Can Google Translate a scanned PDF? Not directly — its document tab only reads PDFs that already contain text, and it won't OCR a scan, so image-only documents get refused. You can OCR the file yourself first and then translate it, but you'll lose the formatting and have to rebuild it. If you want to skip all of that, a translator built for scanned PDFs does the OCR, translation, and re-typesetting in one pass and gives you back a clean, layout-correct document.

Frequently asked

Can Google Translate translate a scanned PDF?

Not directly. Google Translate's document tab only reads PDFs that already have a text layer, and it doesn't run OCR on uploads. A scanned PDF is an image with no text layer, so Google Translate refuses it or returns nothing. You need OCR first — or a tool that OCRs the scan automatically.

Why does Google Translate say it can't translate my PDF?
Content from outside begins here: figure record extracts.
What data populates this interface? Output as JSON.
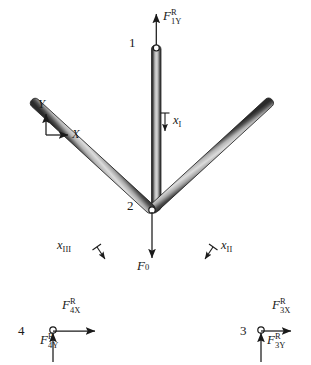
{
  "figure": {
    "type": "three-bar-truss-free-body-diagram",
    "background": "#ffffff",
    "bar_color_edge": "#2b2b2b",
    "bar_color_core": "#c9c9c9",
    "text_color": "#1a1a1a"
  },
  "axes": {
    "x_label": "X",
    "y_label": "Y"
  },
  "nodes": [
    {
      "id": "1",
      "label": "1",
      "x": 157,
      "y": 45
    },
    {
      "id": "2",
      "label": "2",
      "x": 152,
      "y": 210
    },
    {
      "id": "3",
      "label": "3",
      "x": 262,
      "y": 330
    },
    {
      "id": "4",
      "label": "4",
      "x": 52,
      "y": 330
    }
  ],
  "members": [
    {
      "id": "I",
      "label": "x",
      "roman": "I",
      "from": "1",
      "to": "2"
    },
    {
      "id": "II",
      "label": "x",
      "roman": "II",
      "from": "2",
      "to": "3"
    },
    {
      "id": "III",
      "label": "x",
      "roman": "III",
      "from": "2",
      "to": "4"
    }
  ],
  "forces": [
    {
      "id": "F1Y",
      "symbol": "F",
      "sub": "1Y",
      "sup": "R",
      "direction": "up",
      "at_node": "1"
    },
    {
      "id": "F0",
      "symbol": "F",
      "sub": "0",
      "sup": "",
      "direction": "down",
      "at_node": "2"
    },
    {
      "id": "F3X",
      "symbol": "F",
      "sub": "3X",
      "sup": "R",
      "direction": "right",
      "at_node": "3"
    },
    {
      "id": "F3Y",
      "symbol": "F",
      "sub": "3Y",
      "sup": "R",
      "direction": "up",
      "at_node": "3"
    },
    {
      "id": "F4X",
      "symbol": "F",
      "sub": "4X",
      "sup": "R",
      "direction": "right",
      "at_node": "4"
    },
    {
      "id": "F4Y",
      "symbol": "F",
      "sub": "4Y",
      "sup": "R",
      "direction": "up",
      "at_node": "4"
    }
  ]
}
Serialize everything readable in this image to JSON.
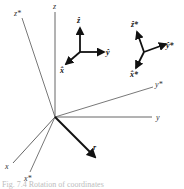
{
  "figure": {
    "caption": "Fig. 7.4 Rotation of coordinates",
    "colors": {
      "axis_line": "#555555",
      "vector": "#111111",
      "label": "#333333",
      "caption": "#bdbdbd"
    },
    "axes": {
      "z": "z",
      "z_star": "z*",
      "y": "y",
      "y_star": "y*",
      "x": "x",
      "x_star": "x*"
    },
    "position_vector": "r",
    "unit_triad": {
      "z_hat": "ẑ",
      "y_hat": "ŷ",
      "x_hat": "x̂"
    },
    "rotated_triad": {
      "z_hat_star": "ẑ*",
      "y_hat_star": "ŷ*",
      "x_hat_star": "x̂*"
    }
  }
}
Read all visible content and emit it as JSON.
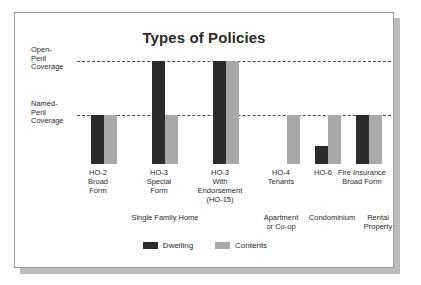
{
  "card": {
    "border_color": "#9a9a9a",
    "shadow_color": "#bcbcbc",
    "background": "#ffffff"
  },
  "chart_data": {
    "type": "bar",
    "title": "Types of Policies",
    "xlabel": "",
    "ylabel": "",
    "grid": false,
    "legend_position": "bottom",
    "value_scale": {
      "baseline": "None",
      "named_peril": "Named-Peril Coverage",
      "open_peril": "Open-Peril Coverage"
    },
    "reference_lines": [
      {
        "id": "open-peril",
        "label": "Open-\nPeril\nCoverage",
        "label_line1": "Open-",
        "label_line2": "Peril",
        "label_line3": "Coverage",
        "value": 2,
        "style": "dashed"
      },
      {
        "id": "named-peril",
        "label": "Named-\nPeril\nCoverage",
        "label_line1": "Named-",
        "label_line2": "Peril",
        "label_line3": "Coverage",
        "value": 1,
        "style": "dashed"
      }
    ],
    "categories": [
      "HO-2 Broad Form",
      "HO-3 Special Form",
      "HO-3 With Endorsement (HO-15)",
      "HO-4 Tenants",
      "HO-6",
      "Fire Insurance Broad Form"
    ],
    "series": [
      {
        "name": "Dwelling",
        "color": "#2c2c2c",
        "values": [
          1,
          2,
          2,
          0,
          0.35,
          1
        ]
      },
      {
        "name": "Contents",
        "color": "#a8a8a8",
        "values": [
          1,
          1,
          2,
          1,
          1,
          1
        ]
      }
    ],
    "groups": [
      {
        "label": "Single Family Home",
        "label_line1": "Single Family Home",
        "categories": [
          0,
          1,
          2
        ]
      },
      {
        "label": "Apartment or Co-op",
        "label_line1": "Apartment",
        "label_line2": "or Co-op",
        "categories": [
          3
        ]
      },
      {
        "label": "Condominium",
        "label_line1": "Condominium",
        "categories": [
          4
        ]
      },
      {
        "label": "Rental Property",
        "label_line1": "Rental",
        "label_line2": "Property",
        "categories": [
          5
        ]
      }
    ]
  },
  "bars": [
    {
      "name": "ho-2-broad-form",
      "x": 76,
      "dwelling_h": 49,
      "contents_h": 49
    },
    {
      "name": "ho-3-special-form",
      "x": 137,
      "dwelling_h": 103,
      "contents_h": 49
    },
    {
      "name": "ho-3-endorsement",
      "x": 198,
      "dwelling_h": 103,
      "contents_h": 103
    },
    {
      "name": "ho-4-tenants",
      "x": 259,
      "dwelling_h": 0,
      "contents_h": 49
    },
    {
      "name": "ho-6",
      "x": 300,
      "dwelling_h": 18,
      "contents_h": 49
    },
    {
      "name": "fire-insurance",
      "x": 341,
      "dwelling_h": 49,
      "contents_h": 49
    }
  ],
  "cat_labels": [
    {
      "name": "ho-2-broad-form",
      "left": 58,
      "width": 50,
      "line1": "HO-2",
      "line2": "Broad",
      "line3": "Form",
      "line4": ""
    },
    {
      "name": "ho-3-special-form",
      "left": 119,
      "width": 50,
      "line1": "HO-3",
      "line2": "Special",
      "line3": "Form",
      "line4": ""
    },
    {
      "name": "ho-3-endorsement",
      "left": 172,
      "width": 66,
      "line1": "HO-3",
      "line2": "With",
      "line3": "Endorsement",
      "line4": "(HO-15)"
    },
    {
      "name": "ho-4-tenants",
      "left": 241,
      "width": 50,
      "line1": "HO-4",
      "line2": "Tenants",
      "line3": "",
      "line4": ""
    },
    {
      "name": "ho-6",
      "left": 283,
      "width": 50,
      "line1": "HO-6",
      "line2": "",
      "line3": "",
      "line4": ""
    },
    {
      "name": "fire-insurance",
      "left": 315,
      "width": 64,
      "line1": "Fire Insurance",
      "line2": "Broad Form",
      "line3": "",
      "line4": ""
    }
  ],
  "group_labels": [
    {
      "name": "single-family-home",
      "left": 66,
      "width": 168,
      "line1": "Single Family Home",
      "line2": ""
    },
    {
      "name": "apartment-or-co-op",
      "left": 237,
      "width": 58,
      "line1": "Apartment",
      "line2": "or Co-op"
    },
    {
      "name": "condominium",
      "left": 286,
      "width": 62,
      "line1": "Condominium",
      "line2": ""
    },
    {
      "name": "rental-property",
      "left": 339,
      "width": 48,
      "line1": "Rental",
      "line2": "Property"
    }
  ],
  "legend": {
    "items": [
      {
        "name": "dwelling",
        "label": "Dwelling",
        "color": "#2c2c2c"
      },
      {
        "name": "contents",
        "label": "Contents",
        "color": "#a8a8a8"
      }
    ]
  }
}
Because your PDF is most likely a scan — an image of a page with no underlying text. Google Translate has no characters to read and won't convert the image to text itself, so it stops with an unsupported or 'can't translate' message instead of producing a file.

How do I make Google Translate work on a scanned document?

Run the scan through an OCR tool first (Acrobat's 'Recognize Text' or a free OCR site) to create a PDF or Word file that contains real text, then upload that to Google Translate. The downside is you lose the original layout and have to rebuild tables and columns by hand.

Is there a way to translate a scanned PDF without losing the layout?

Yes — use a translator built for scans that OCRs the page, translates it, and re-typesets the result back into the original positions. Reglyph does this in one step: upload the scanned PDF as-is and download a translated PDF with tables, figures, and stamps still in place.